Republicans abuse virus safety rules to stop House from getting anything done
‘At some point in time, if this continues, we’ll have to deal with it,’ said House Majority Leader Steny Hoyer.

House Republicans are so determined to waste time in Congress that they are even obstructing their own legislation. Using pandemic safety rules, they are able to waste hours on procedural issues.
On Monday, Rep. Chip Roy of Texas and members of the far-right House Freedom Caucus blocked approval of 13 bipartisan bills by demanding individual roll-call votes on each of them. Due to safety rules instituted during the pandemic, it would have likely taken more than 10 hours to vote on all of them. Democratic leaders were forced to postpone the votes until a later date.
In recent weeks, Rep. Marjorie Taylor Greene (GA) has repeatedly forced time-consuming votes on whether to adjourn the House and send everyone home without completing their work.
Roy told reporters on Tuesday that these obstructionist tactics are really “just having a conversation” about how to fix the way the House does business.
In normal times, the House typically moves fairly quickly and efficiently in holding votes and passing legislation, unlike the Senate. If the House holds a roll-call vote, it usually takes a bit more than 15 minutes; if several are scheduled in a row, the subsequent votes are often shortened to five minutes. Members can come onto the floor, record their vote electronically, and be done.
But due to the pandemic, the House has had to change the process to curb the spread of the coronavirus. Rather than have hundreds of members flood into the chamber at once, the House physician devised a system of shifts in which small groups come onto the floor to vote and then leave.
A temporary system of proxy voting allows members to cast votes on behalf of absent colleagues, but requires them to verbally announce those votes out loud.
The result has been that each vote takes more than 45 minutes, with many going longer than an hour.
Rather than try to speed up the process, many conservative lawmakers have sought to use it to delay and obstruct. While this has not prevented passage of top Democratic priorities like the For the People Act and the $1.9 trillion American Rescue Plan, it has meant a delay of action on smaller, noncontroversial bills — even some sponsored by House Republicans.
On Monday, votes were postponed on a bill on awarding congressional gold medals to the people who protected lawmakers during the Jan. 6 Capitol insurrection; a microloan transparency and accountability bill proposed by Rep. Tim Burchett (R-TX); and legislation sponsored by Rep. Dan Bishop (R-NC) to make small business lending more efficient.
This obstruction for obstruction’s sake has also been a tactic of Republicans in the Senate. Last week, Sen. Ron Johnson of Wisconsin forced a delay for more than 10 hours by demanding staffers read the entire 600-plus-page pandemic relief bill aloud, while his colleagues kept the chamber working through the night to consider dozens of doomed amendments.
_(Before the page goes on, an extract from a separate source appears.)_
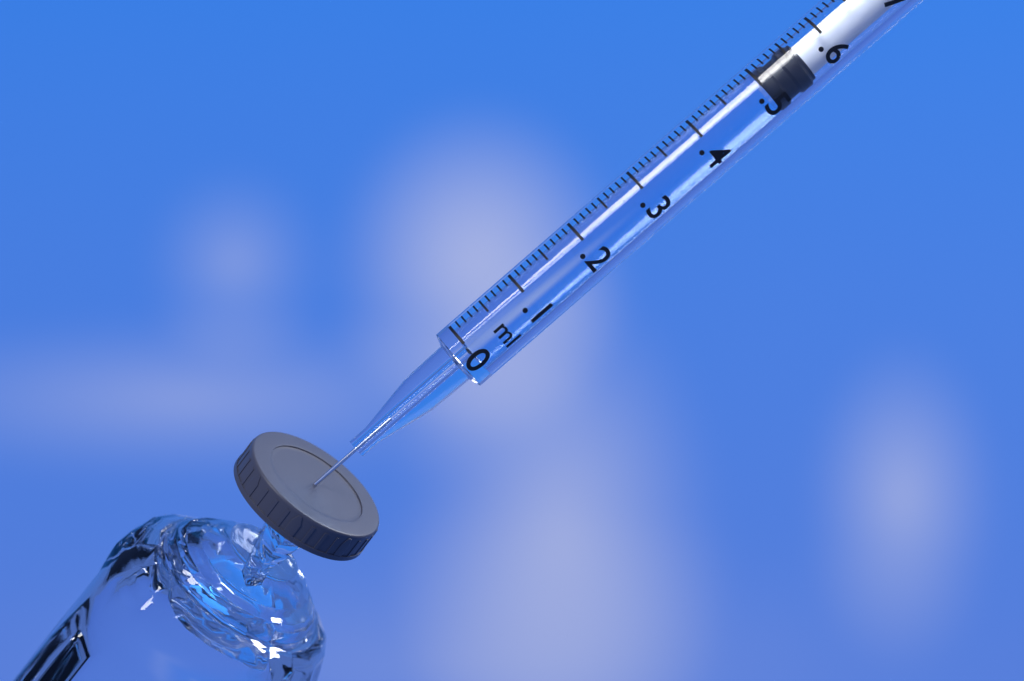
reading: 0.50 ml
Some House Republicans have objected to the stalling tactics — particularly Greene’s repeated motions to adjourn. “It’s frustrating,” Rep. Fred Upton of Michigan told CNN this week. “I don’t see that this is resonating at home, the motions to adjourn. I mean it’s just a pain. It’s a pain in the ass.”
But the House GOP leadership is doing nothing to stop it.
Asked at a Tuesday press conference about the delays, House Minority Whip Steve Scalise declined to criticize them and used the opportunity to whine that the Democratic majority was not giving the minority enough input. “Leadership has been very vocal on the Republican side that we want an open congressional process.”
Republican Conference Chair Liz Cheney agreed, telling reporters, “The majority needs to understand we are not interested in a situation where they have taken away so many rights of the minority and they expect things are going to operate smoothly.”
House Democratic leaders say that if the obstruction continues, they may just chance the rules. “Not yet. At some point in time, if this continues, we’ll have to deal with it,” Majority Leader Steny Hoyer told Politico on Tuesday.
Published with permission of The American Independent Foundation.